Photographer goes from the Daily News to the Olympics
Published 5:00 am Wednesday, February 18, 2026
In Alex Slitz’s own words, he failed at painting.
So, he decided to pick up a camera, a move that would lead to a 15-year long career at daily newspapers across the country — including a five year stint at the Daily News after college — and would end up putting him on Getty Images’ 120-strong team covering the 2026 Winter Olympics in Italy.
“I could barely draw a stick figure and switched to photography,” Slitz told the Daily News via email from Milan. “It didn’t take long to know I wanted to be a photographer, even if I didn’t yet know which direction I wanted to take.”
Slitz, who grew up in Cleveland, Ohio, attended Western Kentucky University and took a job at the Daily News in 2009. While at the Daily News Slitz covered events ranging from family events at the Bowling Green-Warren County Airport, summer camps for children and a sinkhole that swallowed several cars at the National Corvette Museum.
He considers the Daily News to be the place where he “fell in love with storytelling.”
“I’m grateful I didn’t jump straight into a large market early on,” he stated. “Working in smaller newsrooms forced me to do a little bit of everything and build strong fundamentals—how to earn trust, work quickly, and tell complete stories.”
After a stint in Florida working at the Scripps Treasure Coast Newspapers and a year spent at Evansville’s Courier & Press, Slitz went to work for the Lexington Herald-Leader as the paper’s chief sports photographer.
Slitz’s time at the Herald-Leader was chiefly spent with the University of Kentucky’s basketball and football teams.
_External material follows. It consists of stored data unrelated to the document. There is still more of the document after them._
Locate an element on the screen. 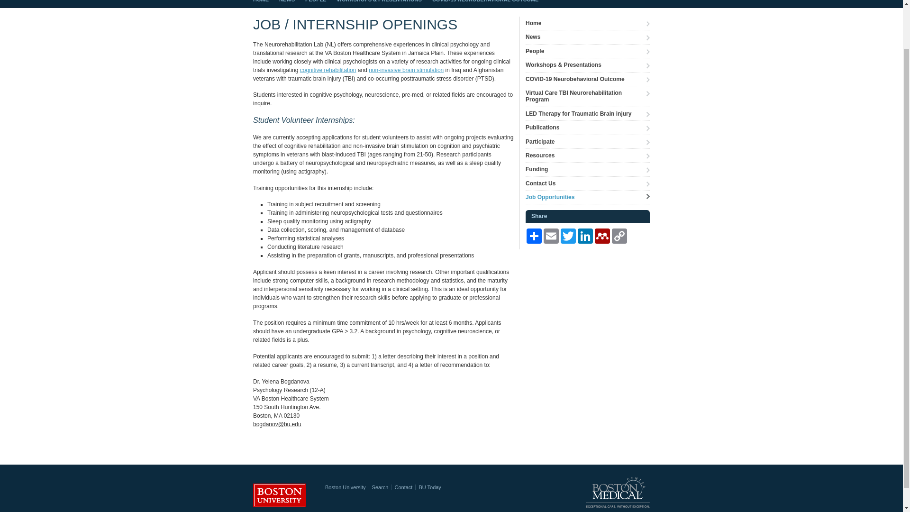 This screenshot has width=910, height=512. People is located at coordinates (588, 51).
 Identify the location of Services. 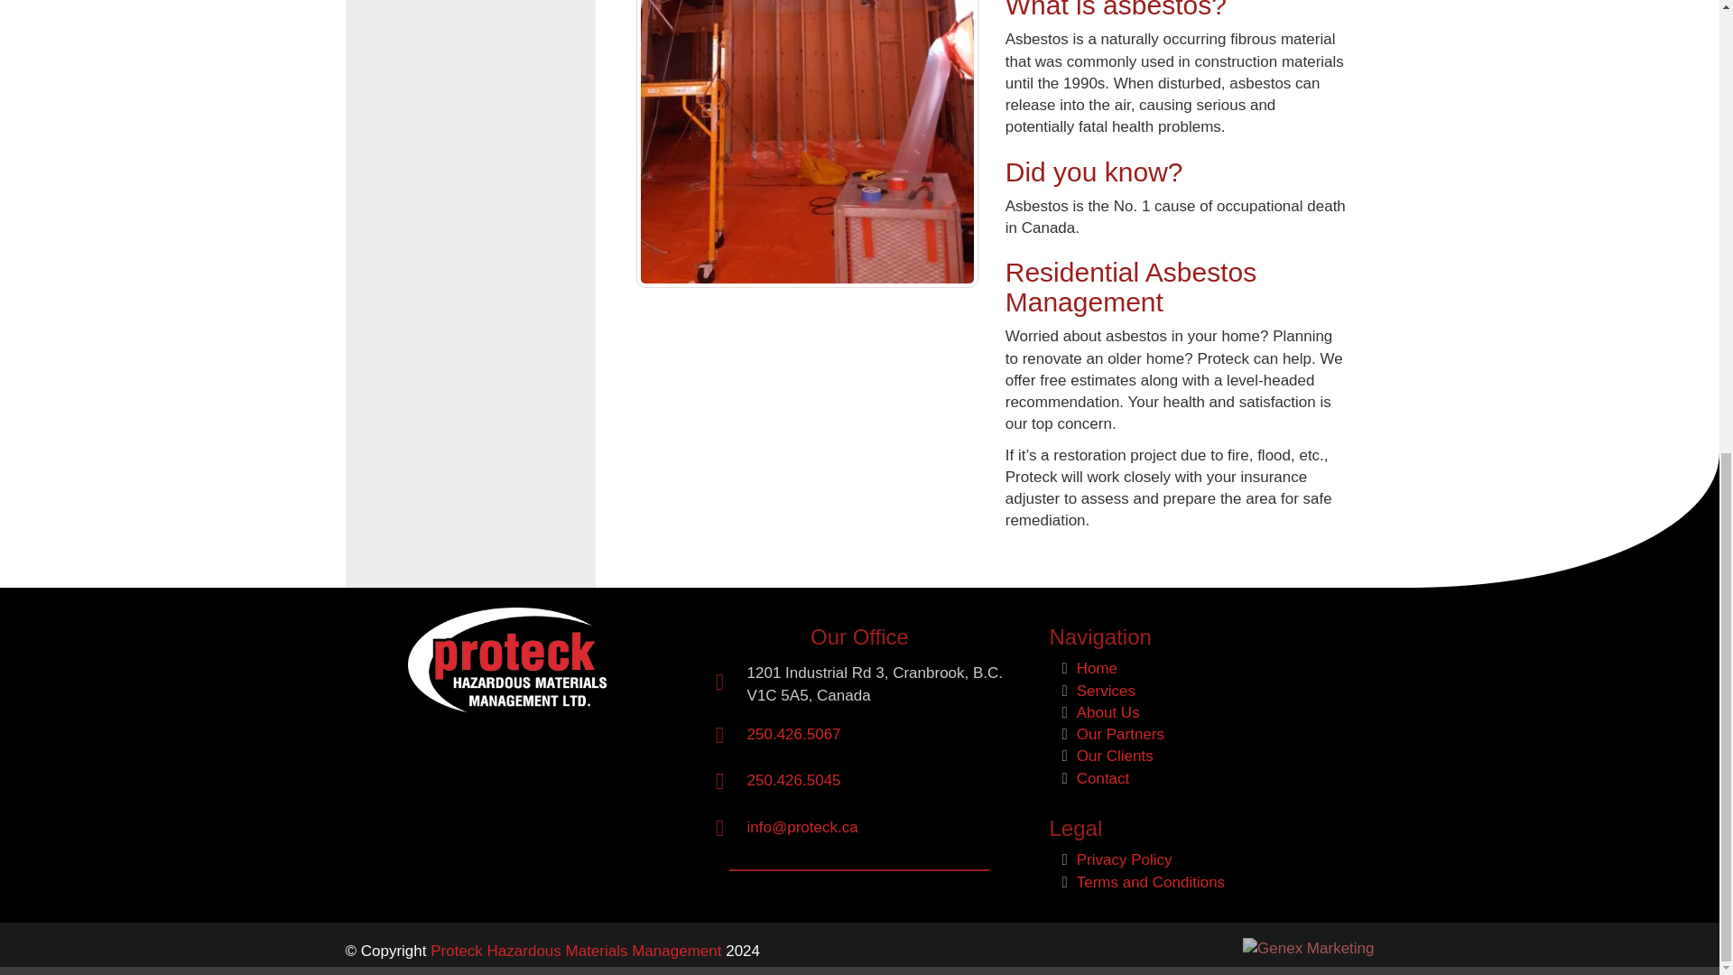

He left for the Charlotte Observer in 2022 and in 2023 moved to Atlanta.
Atlanta was where he began working for Getty on a freelance-basis. This is where many of Slitz’s career highlights were made — from split second racing finishes to the World Series to professional golf’s U.S. Open.
By August of 2024 he started working with the company full time and relocated to Houston.
“Working at Getty had been a goal from the moment I decided to pursue sports photography full time, so being able to do this work now feels like a full-circle moment,” he stated.
This year marks Slitz’s first time covering a Winter Olympics, but he was able to cut his teeth in the 2024 Paralympics in Paris. His focus in Milan is on ski-jumping and cross country skiing. While these sports are new to him, he said the mechanics of covering them are not.
“By the time I reached the international stage as a sports photographer, I felt prepared,” he stated. “The scale may be different, but the process is the same.”